Mozambique's Marco Mendonça wins prestigious theatre revelation award in Portugal
Terratreme Filmes / Entirely shot in Mozambique 'Nyo Vweta Nafta' won the Prix du court métrage at Paris Festival Cinema du Réel
Portuguese director Ico Costa’s film Nyo Vweta Nafta has won the award for Best Short Film [Prix du court métrage] at the Cinéma du Réel International Film Festival in Paris.
The film was shot entirely in Inhambane and Maputo in Mozambique, and, according to the festival program, is “a fragmentary and funny portrait of a youth who dreams, despairs, cleans, hooks up, and climbs baobabs”.
Speaking to Lusa, the filmmaker said he hoped the prize would be “an opportunity for the film to be screened more widely”. Costa said that the short film, which he also wrote, was born of a desire to return to the city of Inhambane in southern Mozambique, where he lived for a year “watching people and catching dialogue”, and found that, despite the poverty, life was not as gloomy as one might think.
Nyo Vweta Nafta, Costa’s fifth short film and his first since finishing his training at the Fresnoy Studio National des Arts Contemporains in France, debuted at the Rotterdam International Film Festival in the Netherlands.
Ico Costa revealed in February that his next film was to be filmed in the village of Avô, in the municipality of Oliveira de Hospital, and is a fictional portrait of the interior of Portugal. The film, now in post-production, is expected to be completed next year.
Composer Rodrigo Leão, also from Portugal, the won the award for original soundtrack for No Intenso Now, directed by the Brazilian João Moreira Sales. The film combines archive footage of the May 1968 student revolution in France, the Prague Spring suppression by Soviet troops of Czechoslovakia’s attempts to leave the Soviet bloc and the filmmaker’s mother’s journey through China in the year of the communist Cultural Revolution.
Three Portuguese documentaries were part of the program of Cinéma du Réel, including the documentary Luz Obscura by Susana de Sousa Dias, and O Cinema, Manoel de Oliveira e Eu, by João Botelho.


### Task description:
Copy all lines holding the word "niedostępna" from the entries.

### Data under study:
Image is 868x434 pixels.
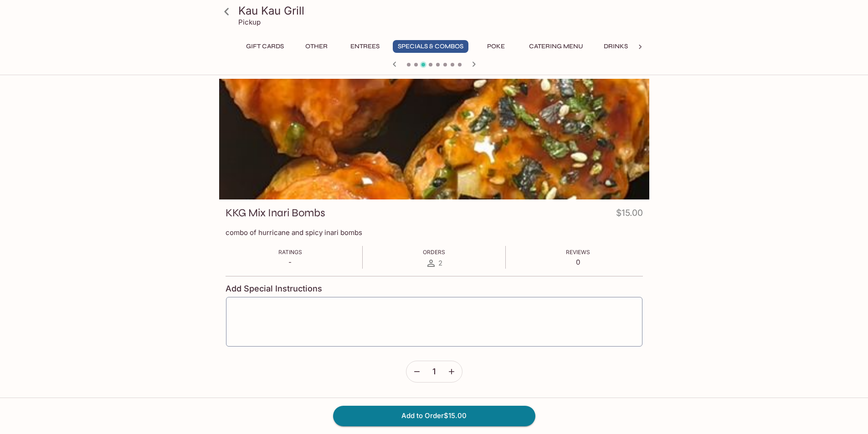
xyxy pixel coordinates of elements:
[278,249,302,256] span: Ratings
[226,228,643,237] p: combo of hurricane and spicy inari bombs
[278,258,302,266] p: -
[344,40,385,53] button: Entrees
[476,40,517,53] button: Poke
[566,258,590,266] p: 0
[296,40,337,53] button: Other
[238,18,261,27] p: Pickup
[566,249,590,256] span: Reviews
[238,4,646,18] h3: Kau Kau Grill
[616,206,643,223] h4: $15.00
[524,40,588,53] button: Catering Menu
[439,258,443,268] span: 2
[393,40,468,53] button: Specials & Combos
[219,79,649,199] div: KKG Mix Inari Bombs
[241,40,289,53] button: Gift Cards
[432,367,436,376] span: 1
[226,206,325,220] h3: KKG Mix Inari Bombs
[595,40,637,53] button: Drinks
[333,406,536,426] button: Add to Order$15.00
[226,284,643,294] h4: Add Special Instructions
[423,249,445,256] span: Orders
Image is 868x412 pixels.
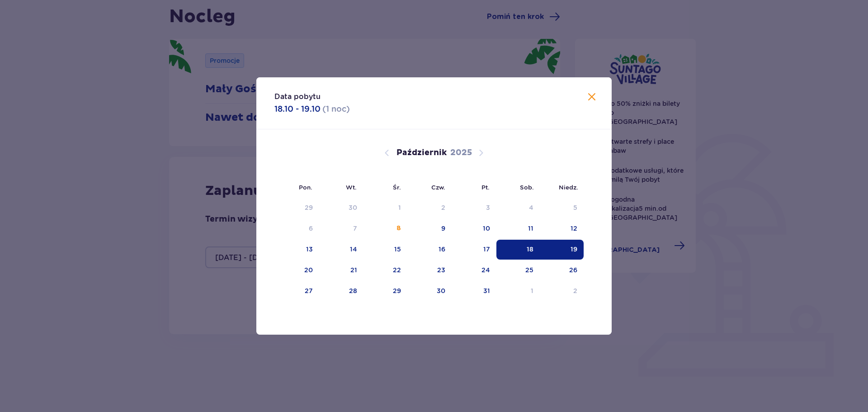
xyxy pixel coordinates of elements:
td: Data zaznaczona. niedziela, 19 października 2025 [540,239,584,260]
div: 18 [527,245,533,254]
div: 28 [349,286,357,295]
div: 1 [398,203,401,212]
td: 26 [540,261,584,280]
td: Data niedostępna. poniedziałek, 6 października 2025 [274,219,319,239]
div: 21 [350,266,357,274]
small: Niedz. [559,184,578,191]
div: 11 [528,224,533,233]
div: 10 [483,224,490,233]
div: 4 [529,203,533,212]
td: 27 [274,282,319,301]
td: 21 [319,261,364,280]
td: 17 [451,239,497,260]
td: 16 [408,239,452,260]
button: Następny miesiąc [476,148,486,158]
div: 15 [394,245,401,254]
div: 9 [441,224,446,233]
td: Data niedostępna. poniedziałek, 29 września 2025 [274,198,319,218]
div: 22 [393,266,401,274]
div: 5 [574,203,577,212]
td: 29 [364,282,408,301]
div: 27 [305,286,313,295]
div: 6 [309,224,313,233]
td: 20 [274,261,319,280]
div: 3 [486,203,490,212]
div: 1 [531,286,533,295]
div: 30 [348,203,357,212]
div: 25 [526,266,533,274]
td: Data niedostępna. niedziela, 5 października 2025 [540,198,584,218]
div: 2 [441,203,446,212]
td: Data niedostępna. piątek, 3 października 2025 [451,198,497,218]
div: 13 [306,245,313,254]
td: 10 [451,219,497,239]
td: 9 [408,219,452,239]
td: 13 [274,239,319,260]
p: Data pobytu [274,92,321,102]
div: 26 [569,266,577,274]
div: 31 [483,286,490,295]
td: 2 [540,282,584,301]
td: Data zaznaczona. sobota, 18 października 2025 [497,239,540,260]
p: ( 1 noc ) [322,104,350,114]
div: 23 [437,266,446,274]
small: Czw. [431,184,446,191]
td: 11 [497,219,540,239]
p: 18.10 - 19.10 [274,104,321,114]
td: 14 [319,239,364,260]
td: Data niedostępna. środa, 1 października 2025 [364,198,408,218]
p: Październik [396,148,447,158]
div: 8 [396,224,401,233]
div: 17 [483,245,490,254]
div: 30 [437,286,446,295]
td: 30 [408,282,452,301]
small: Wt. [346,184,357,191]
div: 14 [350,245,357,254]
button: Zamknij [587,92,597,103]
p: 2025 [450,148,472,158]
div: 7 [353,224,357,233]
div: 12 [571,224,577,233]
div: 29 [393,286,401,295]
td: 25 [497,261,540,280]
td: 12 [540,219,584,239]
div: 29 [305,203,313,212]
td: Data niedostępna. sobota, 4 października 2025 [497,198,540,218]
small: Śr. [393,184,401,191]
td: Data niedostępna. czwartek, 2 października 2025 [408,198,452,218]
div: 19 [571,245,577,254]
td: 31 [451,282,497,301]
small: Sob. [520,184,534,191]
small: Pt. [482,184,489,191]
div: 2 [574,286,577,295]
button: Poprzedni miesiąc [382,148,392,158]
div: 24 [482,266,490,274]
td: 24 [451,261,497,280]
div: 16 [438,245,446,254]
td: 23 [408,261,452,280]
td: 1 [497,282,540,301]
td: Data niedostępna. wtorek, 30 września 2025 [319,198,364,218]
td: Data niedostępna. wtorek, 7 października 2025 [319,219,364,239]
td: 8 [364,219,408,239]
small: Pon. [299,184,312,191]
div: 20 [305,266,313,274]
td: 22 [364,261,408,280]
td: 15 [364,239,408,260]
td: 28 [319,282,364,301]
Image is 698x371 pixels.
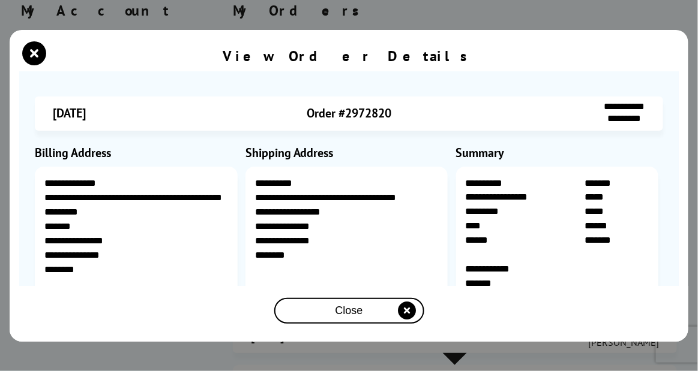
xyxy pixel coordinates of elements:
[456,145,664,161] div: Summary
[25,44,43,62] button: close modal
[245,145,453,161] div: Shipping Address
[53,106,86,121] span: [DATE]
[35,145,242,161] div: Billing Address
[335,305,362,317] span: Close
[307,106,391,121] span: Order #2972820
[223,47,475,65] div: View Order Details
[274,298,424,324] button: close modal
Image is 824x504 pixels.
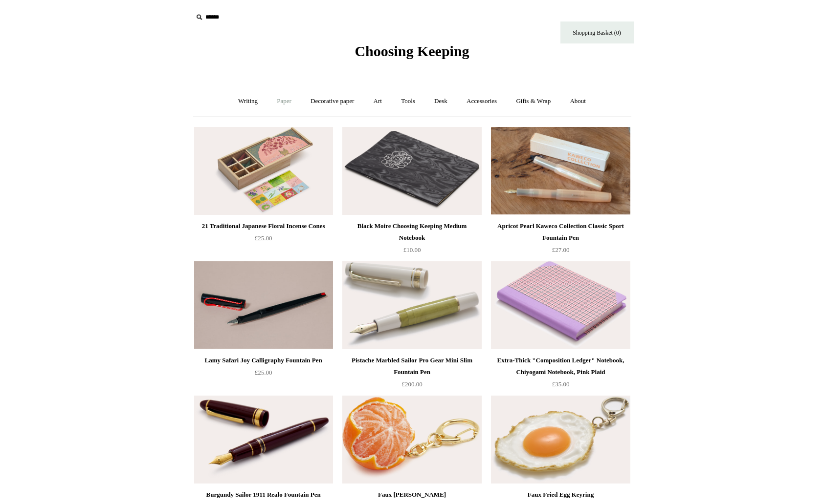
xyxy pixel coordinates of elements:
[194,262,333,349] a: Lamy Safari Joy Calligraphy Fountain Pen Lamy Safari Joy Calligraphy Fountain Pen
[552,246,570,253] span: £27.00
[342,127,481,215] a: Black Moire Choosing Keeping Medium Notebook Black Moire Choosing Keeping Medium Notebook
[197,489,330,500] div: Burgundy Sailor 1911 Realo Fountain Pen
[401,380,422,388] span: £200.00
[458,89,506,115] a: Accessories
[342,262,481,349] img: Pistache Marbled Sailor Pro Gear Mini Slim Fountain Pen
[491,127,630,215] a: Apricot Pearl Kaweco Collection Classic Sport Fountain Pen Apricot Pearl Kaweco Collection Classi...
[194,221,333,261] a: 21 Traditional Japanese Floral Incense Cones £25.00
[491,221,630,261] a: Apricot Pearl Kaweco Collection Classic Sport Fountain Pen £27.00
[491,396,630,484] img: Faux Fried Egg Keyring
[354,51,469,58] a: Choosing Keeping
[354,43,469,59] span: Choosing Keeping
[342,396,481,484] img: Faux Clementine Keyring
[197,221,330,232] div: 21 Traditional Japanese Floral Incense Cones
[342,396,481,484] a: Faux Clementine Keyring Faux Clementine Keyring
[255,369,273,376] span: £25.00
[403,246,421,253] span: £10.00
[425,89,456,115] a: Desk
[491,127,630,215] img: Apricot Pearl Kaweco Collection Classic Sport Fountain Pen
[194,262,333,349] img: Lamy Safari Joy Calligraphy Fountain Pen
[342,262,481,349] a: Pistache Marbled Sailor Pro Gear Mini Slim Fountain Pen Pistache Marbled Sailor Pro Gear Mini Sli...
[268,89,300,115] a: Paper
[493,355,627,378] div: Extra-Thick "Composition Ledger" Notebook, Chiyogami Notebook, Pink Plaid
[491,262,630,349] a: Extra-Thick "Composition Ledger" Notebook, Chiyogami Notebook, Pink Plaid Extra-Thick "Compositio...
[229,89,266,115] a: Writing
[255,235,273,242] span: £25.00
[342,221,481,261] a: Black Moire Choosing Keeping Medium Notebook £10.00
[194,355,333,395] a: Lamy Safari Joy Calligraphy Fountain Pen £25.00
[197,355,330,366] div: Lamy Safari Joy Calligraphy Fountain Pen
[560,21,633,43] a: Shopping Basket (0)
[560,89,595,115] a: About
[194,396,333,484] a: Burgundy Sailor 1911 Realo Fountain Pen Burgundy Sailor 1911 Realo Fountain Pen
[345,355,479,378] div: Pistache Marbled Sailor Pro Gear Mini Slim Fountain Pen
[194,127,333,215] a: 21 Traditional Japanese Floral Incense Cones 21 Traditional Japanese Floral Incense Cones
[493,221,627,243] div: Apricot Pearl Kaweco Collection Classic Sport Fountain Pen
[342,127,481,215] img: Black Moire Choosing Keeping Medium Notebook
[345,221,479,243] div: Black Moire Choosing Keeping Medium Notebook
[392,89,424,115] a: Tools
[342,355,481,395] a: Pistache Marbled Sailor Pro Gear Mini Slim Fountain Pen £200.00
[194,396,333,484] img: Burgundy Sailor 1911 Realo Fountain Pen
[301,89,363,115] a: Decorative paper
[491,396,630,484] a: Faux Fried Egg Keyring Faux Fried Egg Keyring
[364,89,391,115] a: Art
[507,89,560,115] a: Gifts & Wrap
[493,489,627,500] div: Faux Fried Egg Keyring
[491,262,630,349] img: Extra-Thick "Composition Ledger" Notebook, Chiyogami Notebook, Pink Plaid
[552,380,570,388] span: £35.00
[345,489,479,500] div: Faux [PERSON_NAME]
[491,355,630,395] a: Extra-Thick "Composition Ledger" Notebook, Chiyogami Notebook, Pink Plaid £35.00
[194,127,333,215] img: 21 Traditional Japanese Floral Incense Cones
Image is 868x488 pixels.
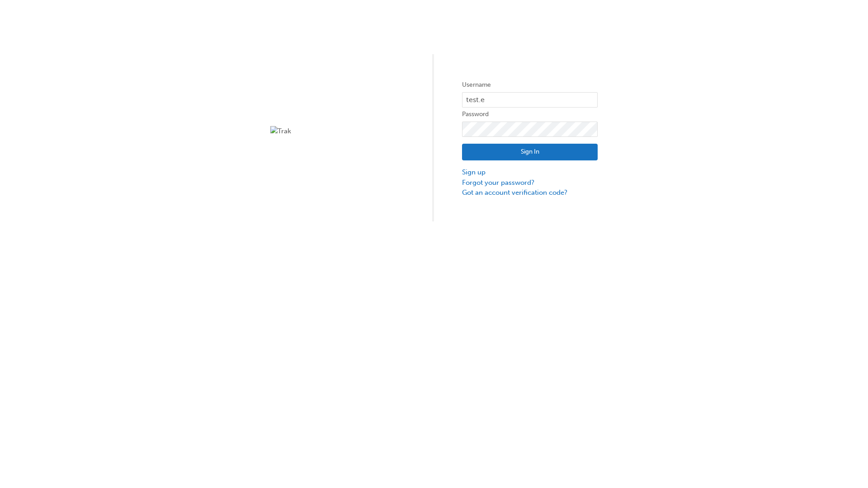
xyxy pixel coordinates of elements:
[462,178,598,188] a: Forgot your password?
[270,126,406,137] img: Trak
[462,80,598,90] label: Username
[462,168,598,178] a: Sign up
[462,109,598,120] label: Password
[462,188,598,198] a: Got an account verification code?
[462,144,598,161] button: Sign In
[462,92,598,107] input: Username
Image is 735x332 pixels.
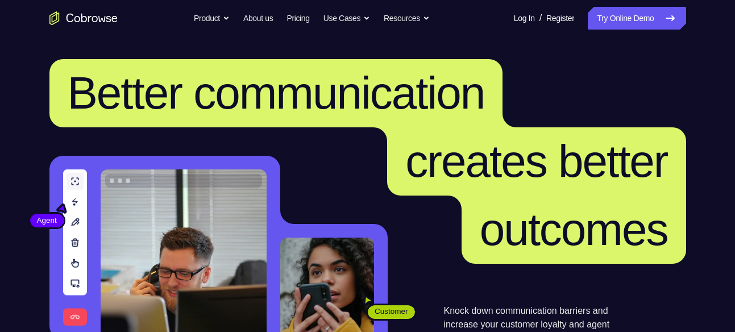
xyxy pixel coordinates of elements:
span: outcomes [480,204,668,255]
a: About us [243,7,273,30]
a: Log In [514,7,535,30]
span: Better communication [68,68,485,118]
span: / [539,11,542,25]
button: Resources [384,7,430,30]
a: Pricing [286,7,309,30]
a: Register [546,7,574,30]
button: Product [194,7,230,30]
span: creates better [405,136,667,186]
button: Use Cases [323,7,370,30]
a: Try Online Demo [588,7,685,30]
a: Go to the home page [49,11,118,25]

### Output of the task:
td: Data niedostępna. poniedziałek, 6 października 2025 [274,219,319,239]
td: Data niedostępna. poniedziałek, 29 września 2025 [274,198,319,218]
td: Data niedostępna. niedziela, 5 października 2025 [540,198,584,218]
td: Data niedostępna. piątek, 3 października 2025 [451,198,497,218]
td: Data niedostępna. środa, 1 października 2025 [364,198,408,218]
td: Data niedostępna. sobota, 4 października 2025 [497,198,540,218]
td: Data niedostępna. czwartek, 2 października 2025 [408,198,452,218]
td: Data niedostępna. wtorek, 30 września 2025 [319,198,364,218]
td: Data niedostępna. wtorek, 7 października 2025 [319,219,364,239]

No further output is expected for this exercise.